Worse, soon goes the entire extensions framework in favour of a less flexible system. (not that it fucking matters, every damn FF extension has been constantly getting killed by new versions of the API because Mozilla don't understand the purpose of APIs and default values)
RIP Firefox. You were bloat. Now you're just streamlined bloat.
And what will you install instead, chrome? A browser that will also support WebVR, has multiprocess browsing and a revamped add-on platform?
Honestly, Firefox was dragging behind badly with an unsecure plugin architecture and single process thread that would lock up the browser when it was loading an heavy page.
Correction: Iceweasel is the open source project, and Firefox is Iceweasel plus a proprietary talkback crash reporting system.
Weren't Firefox's precursors also open-source? This would make it the (roughly) 17th anniversary for them.
Bueller?
Bueller?
Bueller?
I remember when one of the marketing points of Opera was that it was so lightweight and portable that the entire installer fit on a single 1.44M floppy disk.
Death to webkit.
I was using Firefox as my primary browser since 0.7, which is about 12.5 - 13 years ago.
Damn, that makes me old.
Rosy goggles about a Firefox that never existed? Loathing for Firefox doing what they must to remain tenable? Yup, I'm on Slashdot alright. Up next: blind Mozilla hatred and baseless claims of Chromification.
Before they started bundling crap like "Hello", and changing the UI every 45 seconds to try and copy Chrome, while ignoring 11 year old bugs.
I feel 3.0 was peak Firefox. I remember the buzz and the huge counts of Downloads on release day. 3.6 was the last reasonable version before the whole project went off the rails.

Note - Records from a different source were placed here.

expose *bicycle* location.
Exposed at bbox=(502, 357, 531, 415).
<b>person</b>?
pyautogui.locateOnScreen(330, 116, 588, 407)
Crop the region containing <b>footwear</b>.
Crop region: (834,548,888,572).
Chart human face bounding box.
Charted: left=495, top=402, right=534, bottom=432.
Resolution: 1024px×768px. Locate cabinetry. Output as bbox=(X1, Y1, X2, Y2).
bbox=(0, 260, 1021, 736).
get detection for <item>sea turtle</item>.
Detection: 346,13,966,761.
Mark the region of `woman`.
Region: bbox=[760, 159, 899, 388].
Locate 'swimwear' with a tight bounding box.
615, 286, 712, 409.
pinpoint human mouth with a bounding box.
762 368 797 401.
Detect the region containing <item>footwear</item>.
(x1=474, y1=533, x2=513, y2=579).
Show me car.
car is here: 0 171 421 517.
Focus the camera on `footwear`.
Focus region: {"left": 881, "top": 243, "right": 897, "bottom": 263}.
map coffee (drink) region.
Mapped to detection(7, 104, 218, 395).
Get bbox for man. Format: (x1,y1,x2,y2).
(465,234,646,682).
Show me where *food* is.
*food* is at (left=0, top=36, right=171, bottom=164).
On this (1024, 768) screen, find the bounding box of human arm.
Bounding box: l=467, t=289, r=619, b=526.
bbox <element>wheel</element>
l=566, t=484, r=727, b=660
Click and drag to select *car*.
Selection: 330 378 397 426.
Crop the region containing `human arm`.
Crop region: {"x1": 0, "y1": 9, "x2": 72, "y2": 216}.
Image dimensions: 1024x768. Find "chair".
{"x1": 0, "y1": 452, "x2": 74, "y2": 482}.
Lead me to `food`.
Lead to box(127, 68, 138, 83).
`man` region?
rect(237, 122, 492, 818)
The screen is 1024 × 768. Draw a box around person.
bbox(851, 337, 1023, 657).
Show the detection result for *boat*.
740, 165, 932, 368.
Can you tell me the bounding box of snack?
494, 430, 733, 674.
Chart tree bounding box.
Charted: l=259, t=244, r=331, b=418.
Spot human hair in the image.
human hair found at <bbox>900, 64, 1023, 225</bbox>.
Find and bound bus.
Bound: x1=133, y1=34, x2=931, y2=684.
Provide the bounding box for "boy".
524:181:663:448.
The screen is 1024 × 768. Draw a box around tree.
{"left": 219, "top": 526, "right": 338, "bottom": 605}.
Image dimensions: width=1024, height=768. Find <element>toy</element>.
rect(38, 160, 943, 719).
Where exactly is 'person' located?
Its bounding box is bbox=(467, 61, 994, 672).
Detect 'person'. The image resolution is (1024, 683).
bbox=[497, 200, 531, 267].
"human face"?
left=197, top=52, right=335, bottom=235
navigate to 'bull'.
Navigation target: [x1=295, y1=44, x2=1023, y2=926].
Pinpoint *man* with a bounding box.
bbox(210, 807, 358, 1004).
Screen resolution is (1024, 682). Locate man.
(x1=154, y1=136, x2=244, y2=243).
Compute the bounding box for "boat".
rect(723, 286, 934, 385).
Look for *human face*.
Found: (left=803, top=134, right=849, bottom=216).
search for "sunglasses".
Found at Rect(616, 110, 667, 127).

while ignoring 11 year old bugs.
As in they are not fixing them or they are ignoring pull requests from OSS contributors that fix them?
What started as Mozilla Suite has turned into many forks. They were going to call it Phoenix (and did) but the name was patented so they chose the name Firefox.
Many of the extensions are very good. It would suck to surf the web without several of them tbh.
Here's portableapps.com's sourceforge folder for portable versions.
http://sourceforge.net/projects/portableapps/files/Mozilla%20Firefox,%20Portable%20Ed./
For Linux/BSD users, you already know how to use older versions if you want to.
Midori.
Before they started bundling crap like "Hello"
It wasn't what you were looking for? I can see it in your comment; I can see it in your words. It's nothing you ever wanted, and your arms aren't open wide.
More like "Bugzilla reports repeatedly marked 'won't fix', and reopened several times over the past decade".
Unfortunately I can't post examples right off.
If they're actually bugs then perhaps the community should submit fixes (or fund fixes).